Get Out, You Damned One

    Ever wonder what Saddam Hussein was doing those long hot months in hiding as the Americans poked about his palaces following the fall of Baghdad? Who would have known that the former Butcher of Baghdad was in fact cultivating his literary prowess? Think Jackie Collins meets The Odyssey.

    Get Out, You Damned One, Hussein’s fourth novel, centers around none other than a massive Zionist-Christian conspiracy and the work of one (fictional!) Arab leader in bringing about its downfall. While the novel first went into print without the author’s name, the pan-Arab paper Al Sharq Al Aswat printed it in its entirety as a wildly popular serial in 2004. Reports the paper, the first page of the manuscript was signed and dated by Hussein himself—March 18, 2003—the very day of the American invasion.

    But Saddam is no newcomer to the literary realm. His first book, Zabiba and the King (2001), recounts the story of a brave ruler, a woman named Zabiba (the Iraqi people) and a tyrant (America) who rapes Zabiba. It’s the kind of subtle symbolism that you really have to mull over. His second and third books, Walled Fortress (2001) and Men in the City (2002), also revolve around heroic, manly protagonists who defend against creeping infidels hailing from the outside. While the latter is explicitly an autobiographical work, it doesn’t take much to realize that the “hero” featured in all of those texts is loosely (or somewhat not loosely) based upon the fallen mustachioed despot himself.

    What’s next? Saddam takes on the romance novella? Saddam signs a six figure book deal from his prison confines (and secures a foreword from Martha Stewart)? Indeed, with or without his impending literary fame, one thing is for certain: The statesman-cum-writer has certainly known better times.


▶ Task to complete: Return, from the listing that follows, each line containing the word "countries".

++++

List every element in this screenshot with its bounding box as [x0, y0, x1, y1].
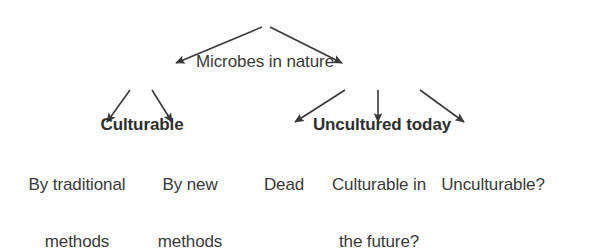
node-label-line: the future?: [84, 232, 590, 251]
node-label-line: Uncultured today: [87, 115, 590, 134]
node-label-line: Unculturable?: [198, 175, 590, 194]
node-unculturable: Unculturable?: [198, 137, 590, 232]
node-label-line: Microbes in nature: [0, 52, 560, 71]
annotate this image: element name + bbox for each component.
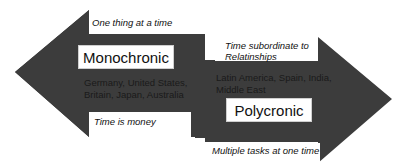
monochronic-countries-1: Germany, United States, [84, 77, 187, 89]
polycronic-label: Polycronic [226, 98, 312, 122]
right-top-caption-1: Time subordinate to [225, 40, 309, 51]
right-bottom-caption: Multiple tasks at one time [212, 145, 319, 156]
polycronic-countries-1: Latin America, Spain, India, [216, 72, 332, 84]
arrows-graphic [0, 0, 405, 167]
monochronic-label: Monochronic [78, 45, 174, 69]
right-top-caption-2: Relatinships [225, 51, 277, 62]
left-top-caption: One thing at a time [92, 17, 172, 28]
polycronic-countries-2: Middle East [216, 84, 266, 96]
monochronic-countries-2: Britain, Japan, Australia [84, 89, 184, 101]
left-bottom-caption: Time is money [94, 116, 156, 127]
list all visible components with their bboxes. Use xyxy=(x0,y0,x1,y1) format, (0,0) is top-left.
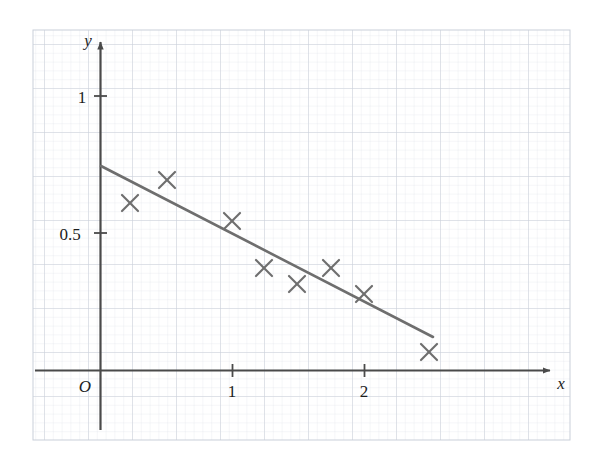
y-axis-label: y xyxy=(82,31,92,50)
x-tick-label-2: 2 xyxy=(360,382,369,401)
plot-canvas: 1 0.5 1 2 y x O xyxy=(0,0,593,466)
x-axis-label: x xyxy=(556,374,565,393)
scatter-plot-figure: 1 0.5 1 2 y x O xyxy=(0,0,593,466)
grid-background xyxy=(33,30,570,440)
x-tick-label-1: 1 xyxy=(228,382,237,401)
y-tick-label-1: 1 xyxy=(78,88,87,107)
origin-label: O xyxy=(79,377,91,396)
y-tick-label-0-5: 0.5 xyxy=(59,225,80,244)
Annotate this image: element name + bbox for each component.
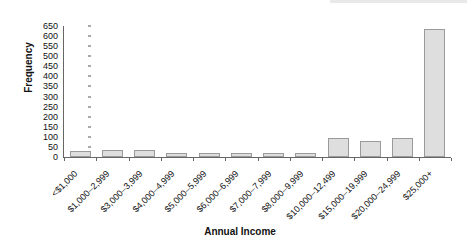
bar xyxy=(295,153,316,157)
x-tick-mark xyxy=(193,158,194,161)
bar xyxy=(328,138,349,157)
y-tick-label: 550 xyxy=(28,42,58,51)
x-tick-mark xyxy=(64,158,65,161)
bar xyxy=(134,150,155,157)
y-tick-label: 350 xyxy=(28,82,58,91)
bar-chart: Frequency 650600550500450400350300250200… xyxy=(0,0,467,252)
y-tick-label: 150 xyxy=(28,122,58,131)
scan-artifact xyxy=(330,0,467,3)
x-tick-mark xyxy=(387,158,388,161)
bar xyxy=(70,151,91,157)
bar xyxy=(102,150,123,157)
x-tick-mark xyxy=(225,158,226,161)
x-tick-label: <$1,000 xyxy=(49,168,79,198)
bar xyxy=(392,138,413,157)
x-tick-mark xyxy=(129,158,130,161)
x-tick-mark xyxy=(161,158,162,161)
bar xyxy=(424,29,445,157)
y-tick-label: 400 xyxy=(28,72,58,81)
bar xyxy=(199,153,220,157)
bar xyxy=(231,153,252,157)
x-tick-mark xyxy=(258,158,259,161)
y-tick-label: 50 xyxy=(28,142,58,151)
y-tick-label: 600 xyxy=(28,32,58,41)
x-tick-label: $25,000+ xyxy=(401,168,435,202)
x-tick-mark xyxy=(322,158,323,161)
y-axis-tick-labels: 650600550500450400350300250200150100500 xyxy=(28,22,58,158)
y-tick-label: 200 xyxy=(28,112,58,121)
plot-area xyxy=(64,26,451,157)
x-tick-mark xyxy=(96,158,97,161)
x-tick-mark xyxy=(290,158,291,161)
x-axis-title: Annual Income xyxy=(150,226,330,237)
x-tick-mark xyxy=(419,158,420,161)
x-tick-mark xyxy=(451,158,452,161)
y-tick-label: 100 xyxy=(28,132,58,141)
bar xyxy=(263,153,284,157)
y-tick-label: 0 xyxy=(28,153,58,162)
bar xyxy=(166,153,187,157)
y-tick-label: 300 xyxy=(28,92,58,101)
x-tick-mark xyxy=(354,158,355,161)
y-tick-label: 450 xyxy=(28,62,58,71)
bar xyxy=(360,141,381,157)
y-tick-label: 500 xyxy=(28,52,58,61)
y-tick-label: 650 xyxy=(28,22,58,31)
y-tick-label: 250 xyxy=(28,102,58,111)
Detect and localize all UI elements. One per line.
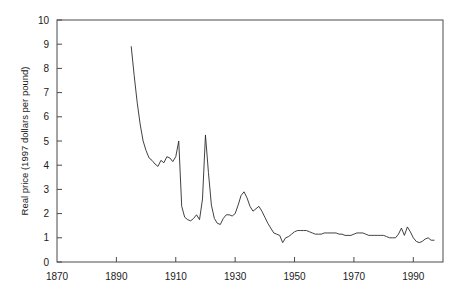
- x-axis-tick-labels: 1870189019101930195019701990: [46, 271, 425, 282]
- y-axis-label-text: Real price (1997 dollars per pound): [19, 67, 30, 216]
- data-series-group: [131, 47, 434, 243]
- x-tick-label: 1990: [402, 271, 425, 282]
- y-tick-label: 4: [43, 160, 49, 171]
- y-tick-label: 8: [43, 63, 49, 74]
- y-axis-ticks: [57, 20, 62, 262]
- x-tick-label: 1930: [224, 271, 247, 282]
- plot-frame: [57, 20, 443, 262]
- y-tick-label: 2: [43, 208, 49, 219]
- y-tick-label: 6: [43, 111, 49, 122]
- x-tick-label: 1910: [165, 271, 188, 282]
- y-tick-label: 3: [43, 184, 49, 195]
- y-tick-label: 1: [43, 232, 49, 243]
- y-tick-label: 10: [38, 15, 50, 26]
- y-tick-label: 5: [43, 136, 49, 147]
- x-axis-ticks: [116, 257, 413, 262]
- x-tick-label: 1870: [46, 271, 69, 282]
- chart-figure: 012345678910 187018901910193019501970199…: [0, 0, 465, 300]
- y-tick-label: 9: [43, 39, 49, 50]
- x-tick-label: 1970: [343, 271, 366, 282]
- y-axis-tick-labels: 012345678910: [38, 15, 50, 268]
- y-tick-label: 7: [43, 87, 49, 98]
- y-tick-label: 0: [43, 257, 49, 268]
- x-tick-label: 1890: [105, 271, 128, 282]
- y-axis-title: Real price (1997 dollars per pound): [19, 67, 30, 216]
- line-chart: 012345678910 187018901910193019501970199…: [0, 0, 465, 300]
- data-line-real-price: [131, 47, 434, 243]
- x-tick-label: 1950: [283, 271, 306, 282]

++++

▶ Your response:
monochronic-countries-1: Germany, United States, [84, 77, 187, 89]
polycronic-countries-1: Latin America, Spain, India, [216, 72, 332, 84]
polycronic-countries-2: Middle East [216, 84, 266, 96]
monochronic-countries-2: Britain, Japan, Australia [84, 89, 184, 101]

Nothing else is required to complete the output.